I’m reading Woolf’s The Years now, which is the final book published within her lifetime. It’s the same family, shown in cross-sections, with each chapter taking place in a different year. And I guess that over time it’ll show some kind of social change or something. Woolf does not get enough credit for being a political writer. Anyways, that’s not what I’m talking about here. What I want to talk about is the writing.
Woolf is such a good writer! She has many, many virtues, I’m sure, but for me, my appreciation rests on two planks: i) her descriptions; and ii) her adroitness with point of view and narrative closeness.
Her descriptions speak for themselves. Virginia Woolf is one of the only writers who’s actually able to describe the same old shit in a new way. In the course of which, she reveals that it was not the same old shit at all, and that in her book you’re recognizing some object for the first time that you’ve never seen in any other book. She systematically rescues her images from cliche by being more careful and seeing with a closer eye than any author had before.
For instance, lookit here. She’s describing one of the most cliche images you can imagine: the quality of the light at sunset.
“Above the roofs was one of those red and fitful London sunsets that make window after window burn gold. There was a wildness in the spring evening; even here, in Abercorn Terrace the light was changing from gold to black, from black to gold.”

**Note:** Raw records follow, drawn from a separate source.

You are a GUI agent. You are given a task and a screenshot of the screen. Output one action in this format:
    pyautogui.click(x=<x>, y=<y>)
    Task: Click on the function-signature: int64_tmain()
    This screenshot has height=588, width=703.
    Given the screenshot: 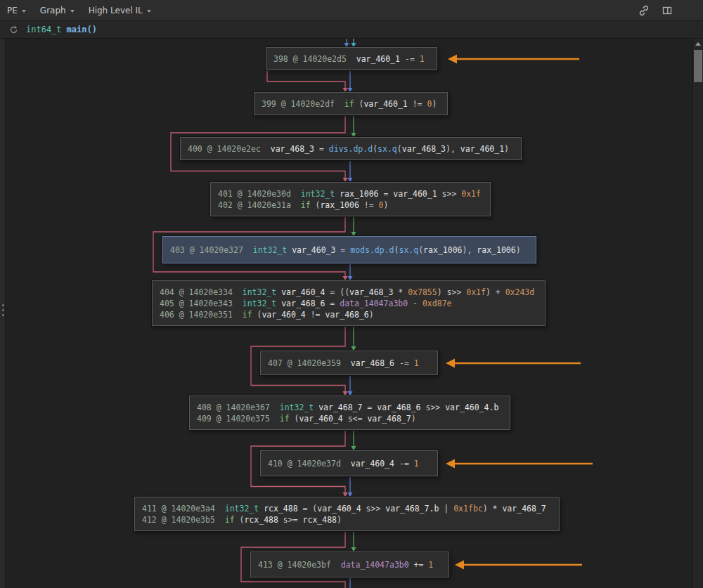 What is the action you would take?
    pyautogui.click(x=62, y=30)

And yet, and yet, and yet, you can see something you’ve never seen before! The way the light glints in the windows and fills them with gold, then, as you move your head, the way that same light goes dark. It’s so fresh. Even eight years later, there’s a compression and specificity there that can’t fail to astonish.

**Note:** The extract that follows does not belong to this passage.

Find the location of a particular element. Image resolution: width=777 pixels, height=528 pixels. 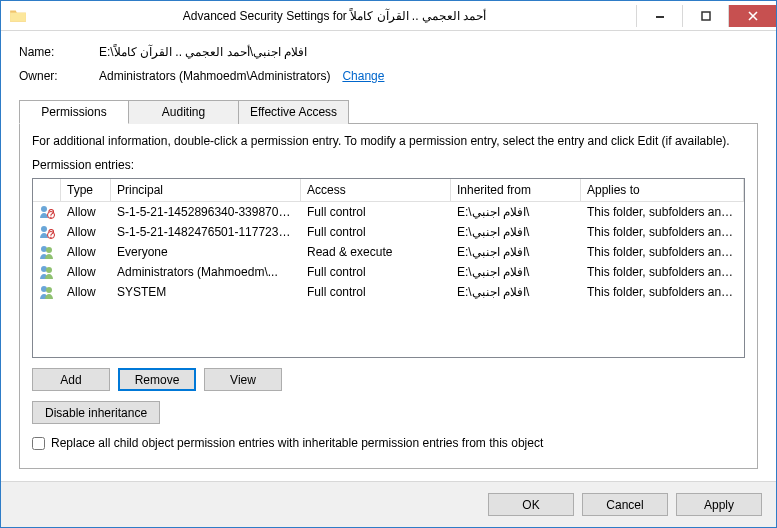

view-button: View is located at coordinates (243, 380).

I don’t know how Woolf comes up with this stuff. I feel like there’s no method to it. You just need to reject cliche, and, more importantly, to have a very clear eye. Unless you can scrape away other peoples’ words and describe what things actually look like (or feel like or sound like), you can’t be a good writer.
The other thing she does really well is handle point of view. Her writing contains so many voices: dozens, often. But she slips in and out of them with so much adroitness that the transitions are often invisible. For instance, take a look at this paragraph:
“The leading article bored Kitty with its pompous fluency. She searched the paper for some little piece of news that might interest her mother. Mrs Malone liked someone to talk to her or read aloud to her as she worked. Night after night her embroidery served to weave the after-dinner talk into a pleasant harmony. One said something and stitched; looked at the design, chose another coloured silk, and stitched again. Sometimes Dr Malone read poetry aloud — Pope: Tennyson. Tonight she would have liked Kitty to talk to her. But she was becoming increasingly conscious of difficulty with Kitty. Why? She glanced at her. What was wrong? she wondered. She gave her quick little sigh.”
At the beginning of the paragraph we’re in the daughter’s point of view. At its end we’re in the mother’s. And this isn’t omniscience: the narrator isn’t reporting their different states of mind. Instead we’re seeing their actual thoughts interpenetrate with the narrative. Most writers don’t do this shit even within the same scene, because it’s confusing. Woolf has no problem doing it for a paragraph. And she has no problem going into somebody’s head and then never returning to it.
Again, I don’t think there’s a set technique here. She pulls it off through line-by-line, word-by-word care. For instance, there’s always a transition between the voices, where one gets fuzzy and blends into another. Here the bridging image is the embroidery. Her daughter is thinking about it, while her mother is doing it. The two are for a moment inhabiting the same mental space, but then their minds diverge and now we’re in the other one.
She’s careful with her voices, too. The mother’s voice isn’t so terribly different from Kitty’s, but it is distinct. ‘Pompous fluency’ belongs to Kitty, who is younger and more bookish, while the mothers thoughts are choppier: a series of short declarations. Then, with ‘quick little sigh,’ I feel as though we’re returning to Kitty’s head, because there’s a clear exterior judgement there.
But it would be so easy to get this wrong. There is nothing about this paragraph or about Woolf’s technique that, per se, saves it from being confusing. And in the hands of another author, it certainly would be confusing. I recently read Hanye Yanagihara’s A Little Life, which only switches PoVs between chapters, and I found that to be incredibly confusing for some reason: the voice of the different characters felt too similar; they had the same concerns, same vocabularies, and same drama. Whereas with Woolf you just go with it.